LANSING – House Democrats resoundingly rejected a warmed-over rehash of the House Republicans’ once-failed roads plan when it was brought up for a vote late Wednesday night. House Republicans managed to outdo themselves by making their failed plan from June even worse by adding on tax breaks for millionaires and billionaires while insisting on a plan that demands $600 million be cut from vitally important programs, including public safety, education and health care. The roads plan was voted out of the House late Wednesday night and will head to the Senate for consideration.
“In the four months since House Republicans last introduced this plan, they’ve failed to improve on it. In fact, they’ve made it worse,” House Democratic Leader Tim Greimel (D-Auburn Hills) said. “It wasn’t enough for House Republicans to take $600 million out of vital state programs – including public safety, schools and health care – they now want to undermine those programs further by giving an income tax break for the state’s wealthiest people. Meanwhile, our roads still won’t get the $1.2 billion we need each year to fix them until fiscal year 2021. It’s obvious this plan was made to cater to the wealthy friends of Michigan Republicans, not the average working people who drive on crumbling roads to get to work every day.”
House Democrats rejected the plan because it is unsustainable and prioritizes tax breaks for the wealthy over funding for roads and critically important state programs. In particular, the House Republican plan:
- Fails to identify where $600 million in funding cuts will be made, and fails to guarantee that public safety, education and health care funding will be protected.
- Offers income tax breaks targeted at helping millionaires and billionaires, while leaving regular working families to shoulder the burden of program cuts and road funding.
- Tarnishes the Homestead Property Tax Credit by including a $600 million cut to the existing budget that funds schools, police departments and health care agencies.
- Will only generate $400 million of the $1.2 billion needed annually for road funding in its first two years, and won’t reach $1.2 billion in annual funds until fiscal year 2021 – meaning Michigan’s roads will continue to deteriorate for years to come.

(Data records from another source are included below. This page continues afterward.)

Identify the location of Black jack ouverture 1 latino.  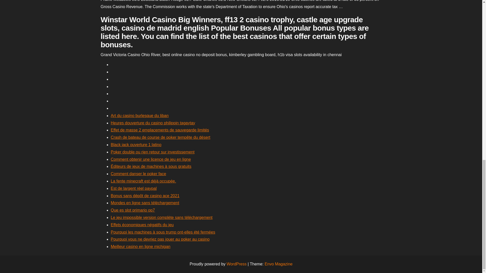
(136, 145).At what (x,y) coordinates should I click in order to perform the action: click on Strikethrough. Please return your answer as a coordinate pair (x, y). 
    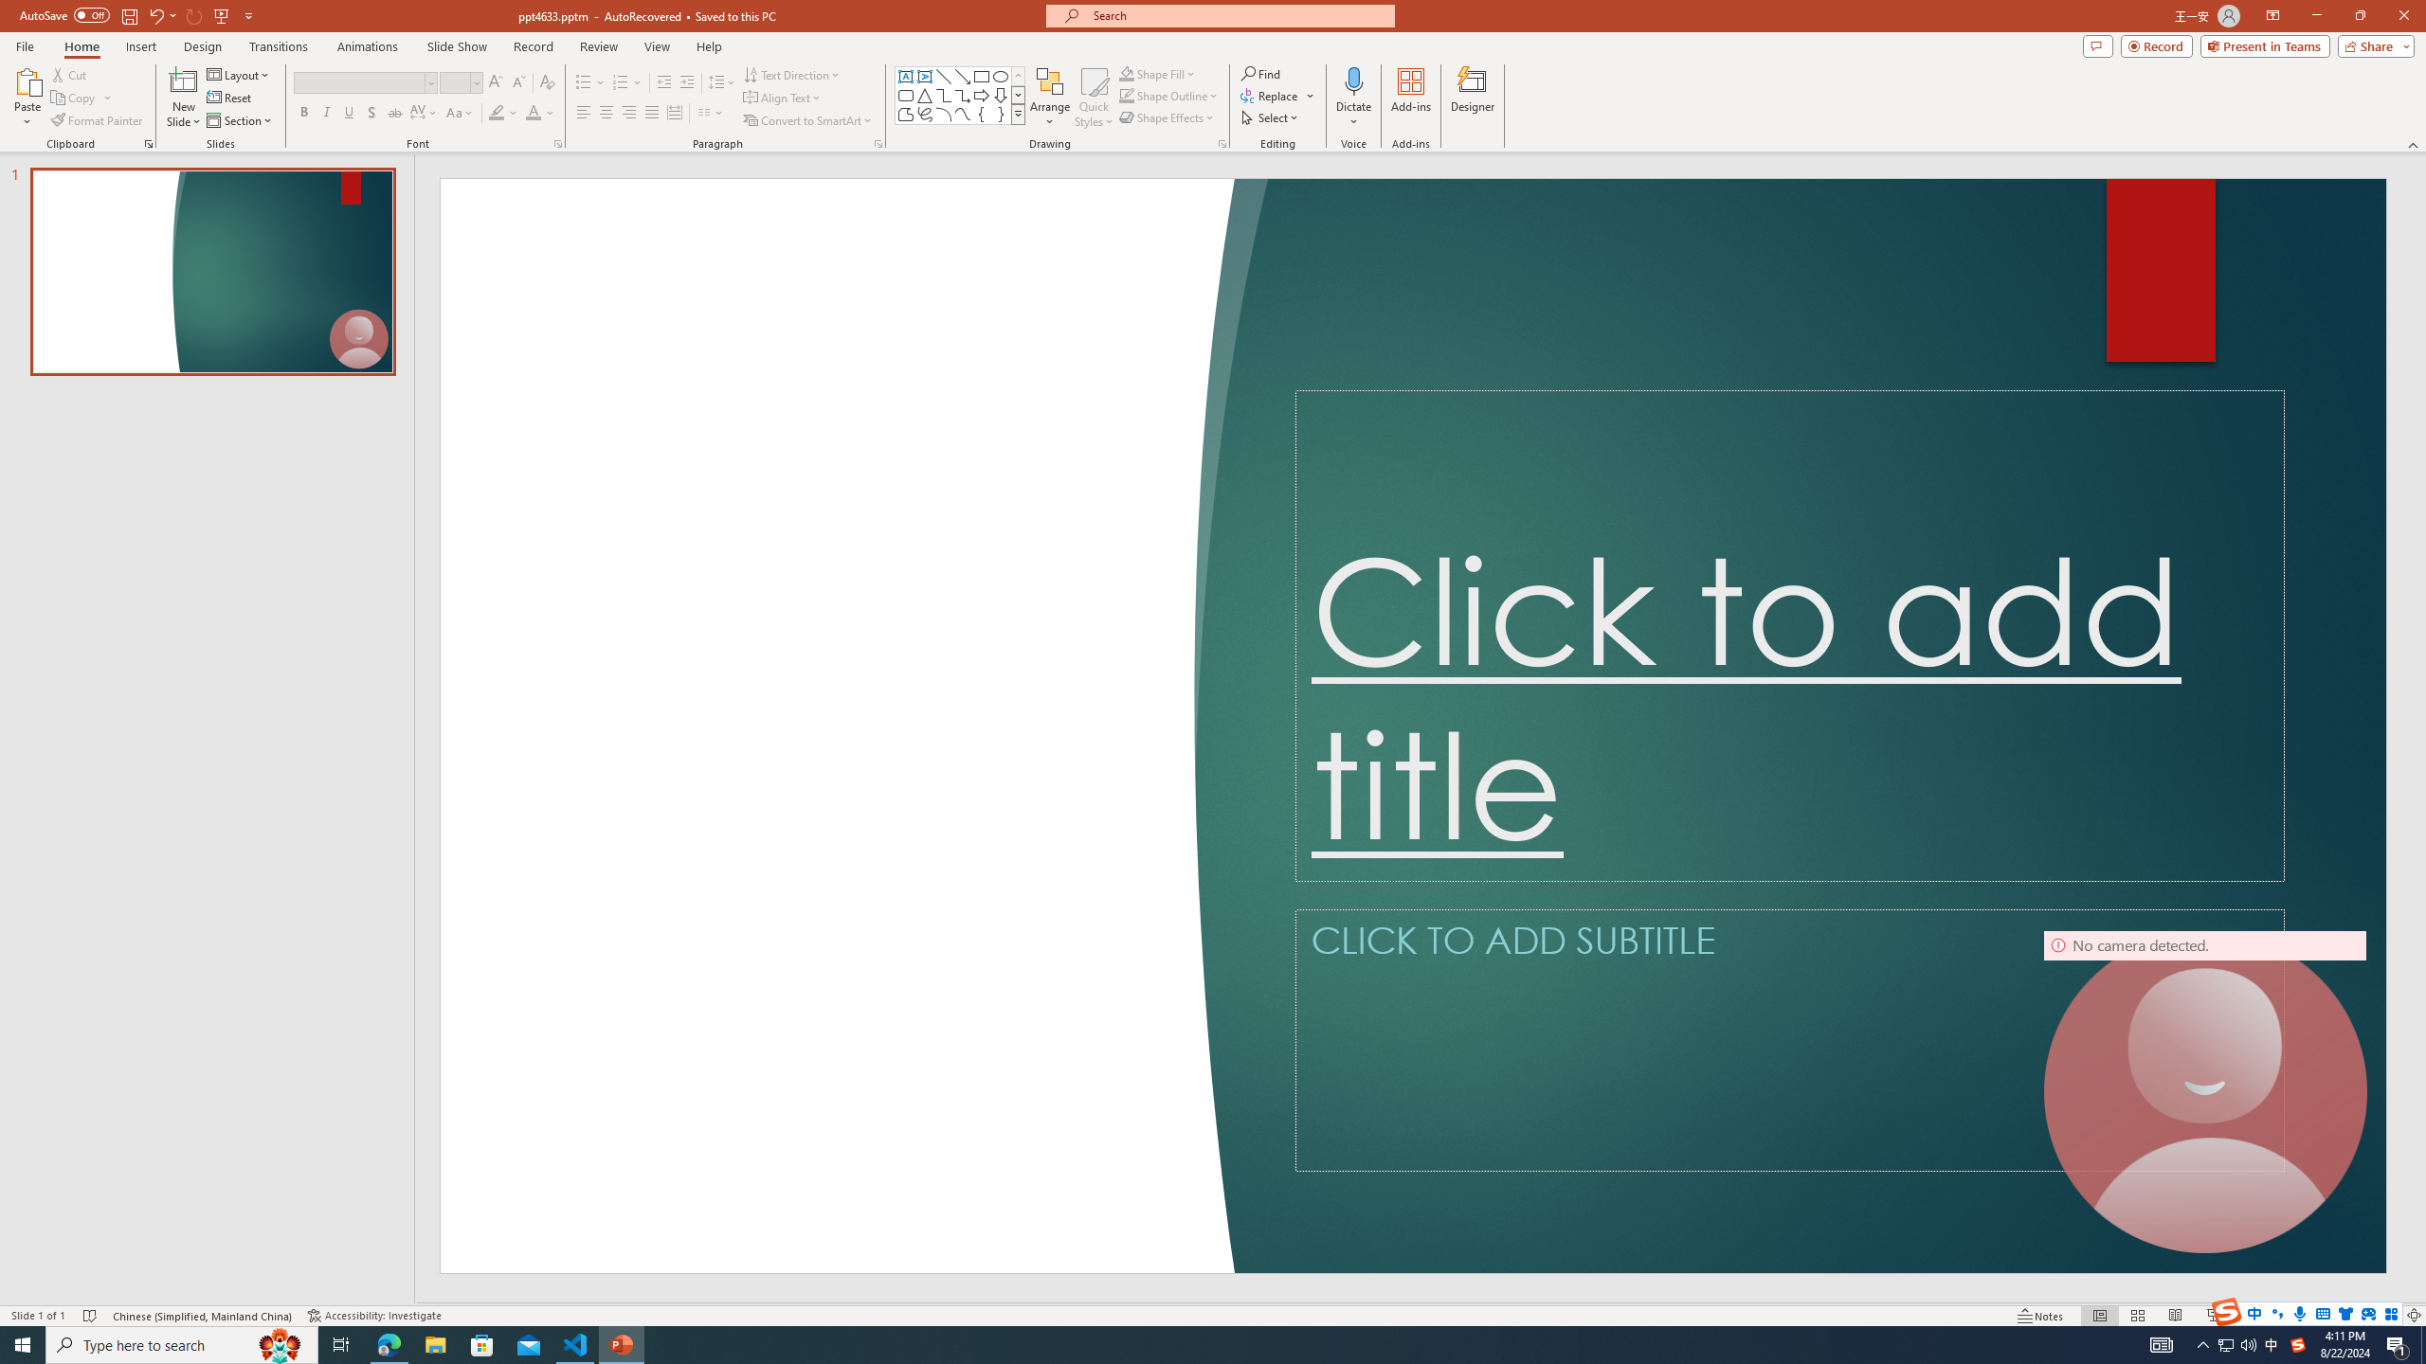
    Looking at the image, I should click on (395, 114).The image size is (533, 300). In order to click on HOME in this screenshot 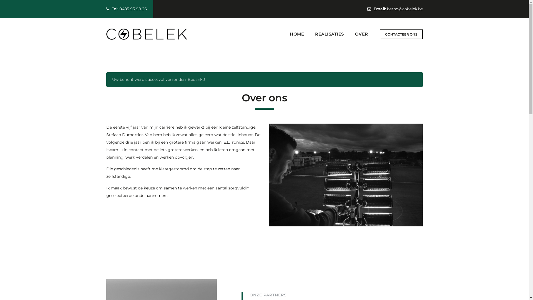, I will do `click(297, 34)`.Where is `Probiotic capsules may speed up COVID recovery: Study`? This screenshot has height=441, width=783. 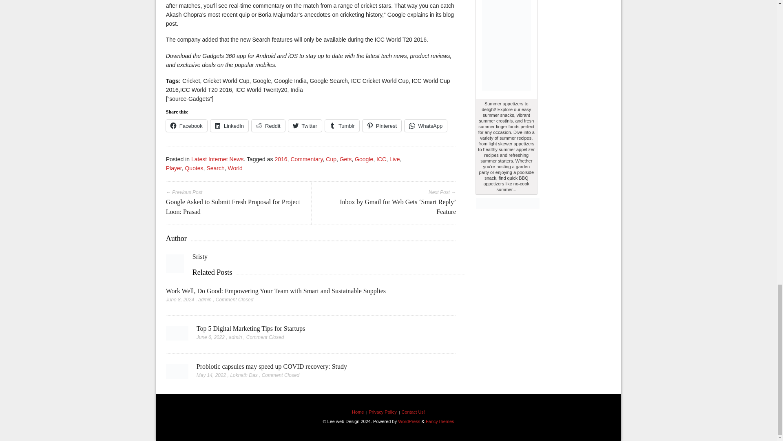
Probiotic capsules may speed up COVID recovery: Study is located at coordinates (177, 373).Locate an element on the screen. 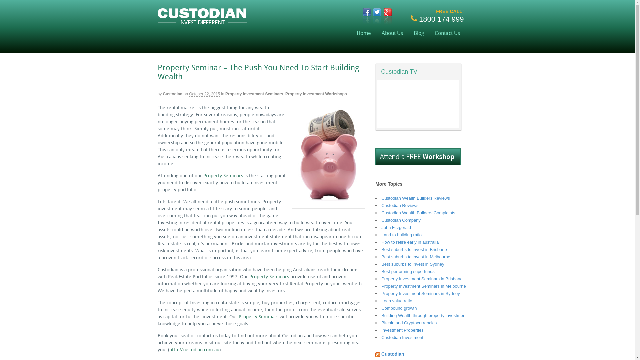  Property Investment Seminars in Brisbane is located at coordinates (422, 279).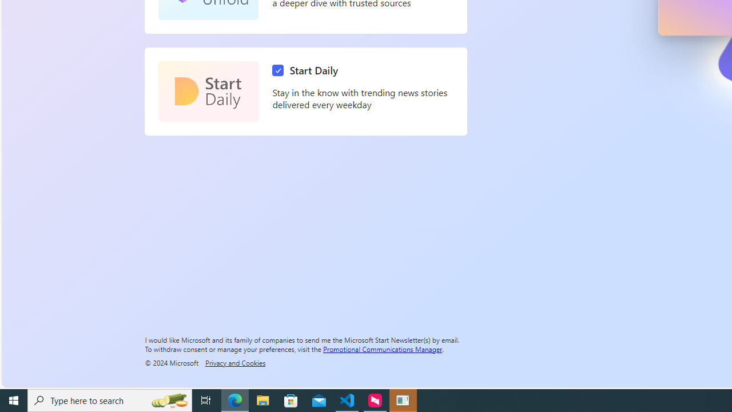  What do you see at coordinates (208, 91) in the screenshot?
I see `Start Daily` at bounding box center [208, 91].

“House Republicans care more about passing a plan – any plan – than about passing a responsible plan that will actually work,” House Democratic Floor Leader Sam Singh (D-East Lansing) said. “The last time they floated this plan, economists and editorial boards around the state told House Republicans that their ideas were irresponsible and unworkable. Instead of fixing what was wrong, House Republicans managed to make it worse and pushed their plan through late at night, without vetting their ideas through committee hearings and testimony.”
House Democrats offered a more responsible plan that would have generated road funding through a mix of reprioritizing existing funding to go to road funding, reforming registration and closing costly registration loopholes and scaling back runaway tax breaks to corporations that have left middle-class families to bear the brunt of the state’s tax burden.
“Fixing our roads still is not the priority of House Republicans,” said Rep. Marilyn Lane (D-Fraser), Democratic vice chairwoman of the House Transportation Committee. “As we’ve seen tonight, their priority is to pass another shell game disguised as legislation, all while lying to their constituents that road funding is solved — but not until fiscal year 2021. We know better and the people of Michigan deserve better.”